Risk Assessment

Overconfidence Bias

Overestimating one's understanding or control

The mind systematically overestimates its own knowledge, ability, and control. Uncertainty is underweighted, tail risks are ignored, and luck is attributed to skill.

Mechanism

Success reinforces belief in one's judgment. Failures are externalized or forgotten.
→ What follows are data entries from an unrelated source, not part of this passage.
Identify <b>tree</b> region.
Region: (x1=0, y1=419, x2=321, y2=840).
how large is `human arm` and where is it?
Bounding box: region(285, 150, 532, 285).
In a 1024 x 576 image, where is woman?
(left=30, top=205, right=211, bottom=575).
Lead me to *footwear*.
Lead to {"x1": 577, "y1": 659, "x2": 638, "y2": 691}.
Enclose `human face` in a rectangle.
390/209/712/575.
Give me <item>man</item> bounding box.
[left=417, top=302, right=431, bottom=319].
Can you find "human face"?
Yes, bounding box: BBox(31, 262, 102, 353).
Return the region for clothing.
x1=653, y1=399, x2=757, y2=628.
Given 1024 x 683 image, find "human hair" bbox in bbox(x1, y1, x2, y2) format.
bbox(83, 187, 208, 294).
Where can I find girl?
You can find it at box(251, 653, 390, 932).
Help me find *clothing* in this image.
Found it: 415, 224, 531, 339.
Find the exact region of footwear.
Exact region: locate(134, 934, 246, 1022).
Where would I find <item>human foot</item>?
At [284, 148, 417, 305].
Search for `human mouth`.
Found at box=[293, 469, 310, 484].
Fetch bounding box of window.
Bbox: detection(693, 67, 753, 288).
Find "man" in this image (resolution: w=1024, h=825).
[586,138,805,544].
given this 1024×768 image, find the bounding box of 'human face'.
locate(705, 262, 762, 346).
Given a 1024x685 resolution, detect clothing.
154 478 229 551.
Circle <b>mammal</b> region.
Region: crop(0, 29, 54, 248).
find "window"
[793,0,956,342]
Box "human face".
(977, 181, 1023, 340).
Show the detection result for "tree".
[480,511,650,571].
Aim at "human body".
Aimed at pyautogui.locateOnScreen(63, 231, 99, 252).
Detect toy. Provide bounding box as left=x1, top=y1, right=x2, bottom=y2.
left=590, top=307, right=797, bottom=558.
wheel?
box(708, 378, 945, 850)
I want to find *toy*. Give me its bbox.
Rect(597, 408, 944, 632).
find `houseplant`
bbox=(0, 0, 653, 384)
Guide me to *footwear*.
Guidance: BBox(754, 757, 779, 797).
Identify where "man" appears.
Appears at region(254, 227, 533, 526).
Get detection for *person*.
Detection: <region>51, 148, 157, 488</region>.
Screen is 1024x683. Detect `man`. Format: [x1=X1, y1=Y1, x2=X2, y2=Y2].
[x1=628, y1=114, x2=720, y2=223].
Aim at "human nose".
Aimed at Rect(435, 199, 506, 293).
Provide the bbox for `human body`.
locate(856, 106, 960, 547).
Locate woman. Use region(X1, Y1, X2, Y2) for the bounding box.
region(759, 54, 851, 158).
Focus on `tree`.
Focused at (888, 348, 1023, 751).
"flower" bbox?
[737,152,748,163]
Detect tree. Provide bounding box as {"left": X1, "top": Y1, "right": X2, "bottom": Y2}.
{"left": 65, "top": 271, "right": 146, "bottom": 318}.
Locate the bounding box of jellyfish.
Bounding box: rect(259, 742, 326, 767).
The result: calibration breaks down—confidence exceeds actual accuracy.

Early Signals

Narrow confidence intervals
Underestimation of uncertainty
Attribution of success to skill, failure to bad luck
Dismissal of alternative scenarios
Belief that 'this time is different' or 'we're different'

Typical Outcomes

Excessive risk-taking
Inadequate preparation for downside scenarios
Leadership failures
Escalation into unrecoverable positions

Powers These Traps

Examples in Practice

Finance

Leverage decisions

Trader increases leverage after winning streak, believing skill rather than favorable conditions drove results—leading to catastrophic loss when conditions shift.

Technology

Product launch

Startup launches without adequate testing because founders are 'certain' users will love it, ignoring possibility of fundamental product-market misfit.

Leadership

Strategic pivot

CEO pursues aggressive acquisition strategy based on confidence in integration ability, underestimating complexity and cultural friction.

Why This Bias Persists

Confidence feels like competence. Admitting uncertainty feels like weakness. Success creates illusion of control.